History of the School
In 1978 Peter Pyemont, the Head of the highly successful and forward thinking St Bede’s Co-educational Preparatory School in Eastbourne, decided to open a Senior School. A separate Educational Trust was formed and Peter and the newly formed Board of Governors asked Roger Perrin to set up and develop the new school. Starting with 23 pupils in 2 classrooms, converted from Peter’s garage at St Bede’s in Eastbourne, the School, St Bede’s Senior School, the first co-educational independent senior school in East Sussex apart from the Rudolf Steiner schools, found new premises in Upper Dicker. Between March 1979 and September of that year the dilapidated, leaking house known as The Dicker and its seven acres of potentially delightful wilderness was put in order.
In September the School, now 69 students and 6 teachers moved in and St Bede’s at The Dicker started life. Over the next 22 years Roger Perrin and his wife Angela oversaw the development of the School. By then with 600 students and its own particular and all inclusive philosophy it had, from being the smallest, become the largest Independent Senior School in East Sussex. By the Millennium it occupied nearly 150 acres on which stood a charming array of accommodation ranging from the country houses to a village Shop to converted outbuildings to self built timber boarding houses and classrooms to sundry portacabins. To complete the picture The St Bede’s Preparatory School Trust was, in 1999, was taken into the Senior School Trust to become the Bede’s you know today.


**TASK DESCRIPTION**
Could you report every line from the entries that includes the word "Invite"?

[Interface dataset entries]
::::::
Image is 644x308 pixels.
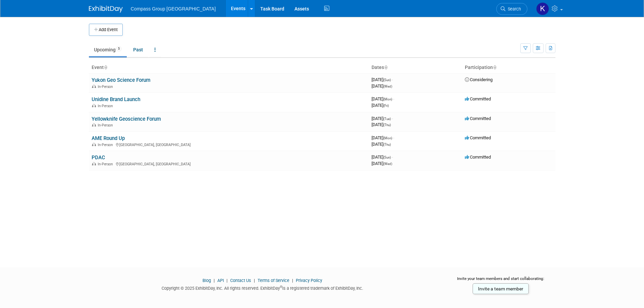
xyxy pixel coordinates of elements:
[372,135,394,140] span: [DATE]
[496,3,527,15] a: Search
[89,284,436,292] div: Copyright © 2025 ExhibitDay, Inc. All rights reserved. ExhibitDay is a registered trademark of Ex...
[92,135,125,141] a: AME Round Up
[372,77,393,82] span: [DATE]
[465,135,491,140] span: Committed
[92,97,140,102] a: Unidine Brand Launch
[97,123,115,128] span: In-Person
[212,278,216,283] span: |
[383,136,392,140] span: (Mon)
[392,116,393,121] span: -
[536,2,549,15] img: Krystal Dupuis
[383,98,392,101] span: (Mon)
[92,161,366,166] div: [GEOGRAPHIC_DATA], [GEOGRAPHIC_DATA]
[465,116,491,121] span: Committed
[383,156,391,159] span: (Sun)
[384,64,387,70] a: Sort by Start Date
[92,155,105,161] a: PDAC
[202,278,211,283] a: Blog
[462,62,555,73] th: Participation
[383,78,391,82] span: (Sun)
[92,162,96,166] img: In-Person Event
[97,104,115,108] span: In-Person
[372,116,393,121] span: [DATE]
[92,104,96,107] img: In-Person Event
[372,142,391,147] span: [DATE]
[92,84,96,88] img: In-Person Event
[465,155,491,160] span: Committed
[252,278,257,283] span: |
[372,161,392,166] span: [DATE]
[89,62,369,73] th: Event
[97,162,115,166] span: In-Person
[369,62,462,73] th: Dates
[383,117,391,121] span: (Tue)
[372,155,393,160] span: [DATE]
[92,123,96,127] img: In-Person Event
[372,97,394,101] span: [DATE]
[383,162,392,166] span: (Wed)
[392,155,393,160] span: -
[89,43,126,56] a: Upcoming5
[116,46,122,51] span: 5
[465,77,492,82] span: Considering
[104,64,107,70] a: Sort by Event Name
[446,276,555,286] div: Invite your team members and start collaborating:
[92,142,366,147] div: [GEOGRAPHIC_DATA], [GEOGRAPHIC_DATA]
[258,278,289,283] a: Terms of Service
[131,6,216,12] span: Compass Group [GEOGRAPHIC_DATA]
[505,6,521,12] span: Search
[393,97,394,101] span: -
[89,6,123,13] img: ExhibitDay
[230,278,251,283] a: Contact Us
[296,278,322,283] a: Privacy Policy
[372,122,391,127] span: [DATE]
[217,278,223,283] a: API
[89,24,123,36] button: Add Event
[97,143,115,147] span: In-Person
[393,135,394,140] span: -
[372,83,392,89] span: [DATE]
[383,84,392,88] span: (Wed)
[92,143,96,146] img: In-Person Event
[472,283,529,294] a: Invite a team member
[280,285,282,289] sup: ®
[128,43,148,56] a: Past
[225,278,229,283] span: |
[92,116,161,122] a: Yellowknife Geoscience Forum
[92,77,150,83] a: Yukon Geo Science Forum
[493,64,496,70] a: Sort by Participation Type
[383,123,391,127] span: (Thu)
[383,143,391,147] span: (Thu)
[392,77,393,82] span: -
[290,278,295,283] span: |
[372,103,388,108] span: [DATE]
[383,104,388,108] span: (Fri)
[97,84,115,89] span: In-Person
[465,97,491,101] span: Committed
::::::
**ANSWER TO THIS TASK**
[446,276,555,286] div: Invite your team members and start collaborating:
[472,283,529,294] a: Invite a team member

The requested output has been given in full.